When Sen. Elizabeth Warren, D-Mass., announced in February that she was running “a different kind of [presidential] campaign,” one that swore off high-dollar fundraisers and personal phone calls with wealthy donors, the Democratic establishment was skeptical that she could pull it off. There were internal concerns too: Warren’s finance director resigned after she decided not to pursue big donations during the primary.

The campaign’s finances improved however, with $19.1 million donated in the second quarter. As Politico reports Tuesday, forgoing traditional fundraising is just one way that “Warren is defying the traditional playbook for running a modern presidential campaign.”

There’s no outside polling firm or plans to marshal resources for a massive television ad campaign. In fact, campaign staff tells Politico that “it is shunning the typical model for producing campaign ads, in which outside firms are hired and paid often hefty commissions for their work. Instead, Warren’s campaign is producing TV, digital and other media content itself, as well as placing its digital ad buys internally.”

“Campaigns offer a chance not only to tell people what kind of president you’ll be, but to show it,” Joe Rospars, Warren’s chief campaign strategist, told Politico, adding, “She’s running her campaign the way she intends to govern: willing to question existing power structures, making decisions grounded in evidence, and always fighting to build something more progressive, more inclusive, more joyful — and more democratic — than what came before.”

This approach, Politico reporter Alex Thompson explains, “is a rebuke of the consultant-heavy model of campaigns — an often lucrative arrangement in which the people advising campaigns invariably tell candidates that the best political strategy is to buy what they sell, namely TV ads and polling.”

According to Thompson, the ascension of Rospars to chief campaign strategist also “signals that the campaign is prioritizing smartphones and computers over TV.”

If Warren makes it to the general election, Thompson writes, “a large swath of Democratic consultants, including some whom Warren has used in past campaigns, could be relegated to the sidelines.”

Members of the consultant class on both sides of the aisle aren’t convinced Warren has made the right choice. GOP consultant Mike Murphy, who worked for Jeb Bush in 2016, told Politico, “Quality has cost. I’d rather have Jim Margolis [who is working for Kamala Harris] on my side and pay some fees than ‘Larry’ in a cubicle in-house who is learning media buying.”

Rufus Gifford, the finance director for former President Barack Obama’s re-election campaign, told The New York Times in March: “If Warren says, ‘I can’t raise enough money, so my way to win is through an aggressive field operation because I have fired-up volunteers,’ well, Bernie and Beto can say, ‘O.K., well, we can do both.’ ”
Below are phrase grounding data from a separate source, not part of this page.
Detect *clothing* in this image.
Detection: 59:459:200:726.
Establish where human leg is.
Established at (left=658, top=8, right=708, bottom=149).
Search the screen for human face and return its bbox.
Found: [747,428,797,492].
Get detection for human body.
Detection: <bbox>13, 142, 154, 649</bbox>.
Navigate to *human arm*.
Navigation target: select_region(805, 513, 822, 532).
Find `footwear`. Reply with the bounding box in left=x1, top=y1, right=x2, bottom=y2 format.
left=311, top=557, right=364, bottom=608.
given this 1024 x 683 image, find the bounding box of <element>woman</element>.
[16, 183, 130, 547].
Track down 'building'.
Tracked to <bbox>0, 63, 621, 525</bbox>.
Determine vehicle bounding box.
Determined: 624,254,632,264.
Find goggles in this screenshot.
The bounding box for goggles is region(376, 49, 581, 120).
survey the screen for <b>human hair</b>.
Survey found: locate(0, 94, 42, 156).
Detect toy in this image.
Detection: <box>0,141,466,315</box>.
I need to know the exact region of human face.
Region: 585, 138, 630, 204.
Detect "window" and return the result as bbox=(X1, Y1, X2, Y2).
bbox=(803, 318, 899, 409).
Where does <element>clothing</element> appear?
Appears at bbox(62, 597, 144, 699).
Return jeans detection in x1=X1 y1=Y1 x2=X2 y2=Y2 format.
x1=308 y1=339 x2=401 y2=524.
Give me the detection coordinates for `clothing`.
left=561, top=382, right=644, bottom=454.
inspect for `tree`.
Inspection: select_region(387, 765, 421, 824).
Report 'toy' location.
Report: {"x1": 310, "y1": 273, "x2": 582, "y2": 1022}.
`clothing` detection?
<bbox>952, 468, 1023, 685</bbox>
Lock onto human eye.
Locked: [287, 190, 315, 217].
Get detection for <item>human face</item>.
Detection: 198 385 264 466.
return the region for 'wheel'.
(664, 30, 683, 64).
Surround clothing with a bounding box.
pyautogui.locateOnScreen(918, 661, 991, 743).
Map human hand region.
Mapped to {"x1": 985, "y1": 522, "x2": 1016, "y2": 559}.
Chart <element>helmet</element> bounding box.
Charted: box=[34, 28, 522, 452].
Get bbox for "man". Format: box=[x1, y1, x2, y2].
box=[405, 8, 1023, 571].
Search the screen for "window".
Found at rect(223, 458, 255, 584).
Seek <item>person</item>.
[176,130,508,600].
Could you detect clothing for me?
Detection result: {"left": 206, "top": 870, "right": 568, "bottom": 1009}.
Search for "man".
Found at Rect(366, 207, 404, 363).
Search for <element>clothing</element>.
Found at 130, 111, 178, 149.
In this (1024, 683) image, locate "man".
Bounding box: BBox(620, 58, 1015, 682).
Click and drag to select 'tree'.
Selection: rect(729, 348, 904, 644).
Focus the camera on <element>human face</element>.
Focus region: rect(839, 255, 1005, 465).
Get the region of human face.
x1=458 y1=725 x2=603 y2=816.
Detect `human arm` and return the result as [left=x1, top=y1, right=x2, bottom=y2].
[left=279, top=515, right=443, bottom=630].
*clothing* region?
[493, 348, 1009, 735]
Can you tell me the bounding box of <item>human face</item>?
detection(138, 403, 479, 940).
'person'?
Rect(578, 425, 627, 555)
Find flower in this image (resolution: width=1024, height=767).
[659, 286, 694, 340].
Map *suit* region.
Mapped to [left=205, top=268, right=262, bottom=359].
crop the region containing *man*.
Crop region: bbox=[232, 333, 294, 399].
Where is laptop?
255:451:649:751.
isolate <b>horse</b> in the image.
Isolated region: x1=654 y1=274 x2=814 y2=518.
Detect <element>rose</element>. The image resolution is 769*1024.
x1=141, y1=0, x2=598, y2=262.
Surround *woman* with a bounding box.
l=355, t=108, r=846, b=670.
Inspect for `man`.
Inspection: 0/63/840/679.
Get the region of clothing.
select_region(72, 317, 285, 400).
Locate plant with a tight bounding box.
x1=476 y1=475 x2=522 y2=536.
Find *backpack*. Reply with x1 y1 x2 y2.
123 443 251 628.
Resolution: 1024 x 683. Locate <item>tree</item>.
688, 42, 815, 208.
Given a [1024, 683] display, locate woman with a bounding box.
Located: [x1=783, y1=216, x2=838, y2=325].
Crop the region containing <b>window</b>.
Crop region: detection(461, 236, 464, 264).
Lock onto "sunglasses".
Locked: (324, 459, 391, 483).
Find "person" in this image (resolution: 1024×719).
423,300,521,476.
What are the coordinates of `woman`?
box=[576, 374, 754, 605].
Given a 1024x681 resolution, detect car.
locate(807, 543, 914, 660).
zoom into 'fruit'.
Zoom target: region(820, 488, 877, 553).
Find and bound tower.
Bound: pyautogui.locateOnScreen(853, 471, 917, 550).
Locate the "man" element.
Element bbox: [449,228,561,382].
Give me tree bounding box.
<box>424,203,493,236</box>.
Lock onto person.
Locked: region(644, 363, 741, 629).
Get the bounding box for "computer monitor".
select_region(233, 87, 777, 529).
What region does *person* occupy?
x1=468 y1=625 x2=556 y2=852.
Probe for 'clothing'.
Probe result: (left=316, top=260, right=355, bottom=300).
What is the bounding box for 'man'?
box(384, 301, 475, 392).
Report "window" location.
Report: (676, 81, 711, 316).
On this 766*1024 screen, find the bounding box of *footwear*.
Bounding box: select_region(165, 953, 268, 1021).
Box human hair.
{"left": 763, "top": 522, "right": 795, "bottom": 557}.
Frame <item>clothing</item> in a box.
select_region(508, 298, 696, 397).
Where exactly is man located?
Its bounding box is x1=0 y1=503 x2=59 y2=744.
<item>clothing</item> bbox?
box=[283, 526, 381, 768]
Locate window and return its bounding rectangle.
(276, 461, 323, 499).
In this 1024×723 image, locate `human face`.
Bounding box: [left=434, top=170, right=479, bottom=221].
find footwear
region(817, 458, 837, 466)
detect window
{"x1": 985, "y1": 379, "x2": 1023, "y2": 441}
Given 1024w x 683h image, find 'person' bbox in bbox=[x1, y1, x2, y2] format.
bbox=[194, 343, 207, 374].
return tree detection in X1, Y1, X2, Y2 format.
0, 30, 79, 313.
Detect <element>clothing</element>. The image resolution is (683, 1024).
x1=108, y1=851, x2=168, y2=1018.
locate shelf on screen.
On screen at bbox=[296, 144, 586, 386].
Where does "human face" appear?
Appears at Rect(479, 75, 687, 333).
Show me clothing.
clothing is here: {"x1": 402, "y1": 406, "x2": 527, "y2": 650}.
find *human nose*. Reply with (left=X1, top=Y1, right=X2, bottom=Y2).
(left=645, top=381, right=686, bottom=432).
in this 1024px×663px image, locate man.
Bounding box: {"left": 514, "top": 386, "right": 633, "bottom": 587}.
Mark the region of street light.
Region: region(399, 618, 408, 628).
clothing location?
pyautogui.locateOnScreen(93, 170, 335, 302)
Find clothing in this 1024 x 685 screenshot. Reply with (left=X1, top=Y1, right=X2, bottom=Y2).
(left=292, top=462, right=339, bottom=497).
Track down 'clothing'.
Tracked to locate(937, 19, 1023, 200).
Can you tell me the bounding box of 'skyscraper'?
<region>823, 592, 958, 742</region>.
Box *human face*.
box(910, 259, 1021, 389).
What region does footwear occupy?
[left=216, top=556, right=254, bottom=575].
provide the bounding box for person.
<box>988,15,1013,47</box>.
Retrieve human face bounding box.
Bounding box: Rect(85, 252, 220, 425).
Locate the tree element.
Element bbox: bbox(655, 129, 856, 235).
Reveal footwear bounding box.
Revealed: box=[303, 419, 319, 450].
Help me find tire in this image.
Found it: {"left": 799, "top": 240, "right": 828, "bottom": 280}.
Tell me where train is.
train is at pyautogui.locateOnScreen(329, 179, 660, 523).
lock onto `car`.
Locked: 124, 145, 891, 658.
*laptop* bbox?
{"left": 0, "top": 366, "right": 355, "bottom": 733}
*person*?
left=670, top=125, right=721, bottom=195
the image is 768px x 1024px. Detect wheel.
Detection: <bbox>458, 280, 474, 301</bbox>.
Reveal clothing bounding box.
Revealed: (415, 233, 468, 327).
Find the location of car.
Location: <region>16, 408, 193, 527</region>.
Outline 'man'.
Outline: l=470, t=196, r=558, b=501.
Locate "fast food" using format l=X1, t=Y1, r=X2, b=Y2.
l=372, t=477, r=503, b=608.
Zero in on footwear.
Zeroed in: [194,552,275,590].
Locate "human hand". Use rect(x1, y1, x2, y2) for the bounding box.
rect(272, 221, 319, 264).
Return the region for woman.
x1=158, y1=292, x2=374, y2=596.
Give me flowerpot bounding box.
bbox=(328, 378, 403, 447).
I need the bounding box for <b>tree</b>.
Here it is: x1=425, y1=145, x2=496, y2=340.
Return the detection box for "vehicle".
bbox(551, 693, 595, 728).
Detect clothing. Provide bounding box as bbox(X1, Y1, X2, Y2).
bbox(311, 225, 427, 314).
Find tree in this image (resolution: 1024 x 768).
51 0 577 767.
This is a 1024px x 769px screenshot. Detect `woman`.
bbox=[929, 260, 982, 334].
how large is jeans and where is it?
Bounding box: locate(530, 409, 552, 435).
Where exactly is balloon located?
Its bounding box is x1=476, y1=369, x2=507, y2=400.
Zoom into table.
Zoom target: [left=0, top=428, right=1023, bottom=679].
Warren’s campaign aides counter that their in-house approach makes the campaign nimbler. In interviews with Politico they point to Warren’s response after Alabama passed legislation that almost entirely banned abortion. In just two days, her campaign had a plan to codify Roe v. Wade on the federal level, plus ads, graphics, social media content and a strategy to garner traditional media coverage for the plan. She was even able to reach out to abortion rights groups personally.

If she makes it to the general election, Warren’s rejection of consultants could be game-changing. Tim Lim, a Democratic consultant and partner at the strategic consulting firm NewCo, told Politico that if Warren’s robust in-house operations are successful, “This will change the way that campaigns are run.”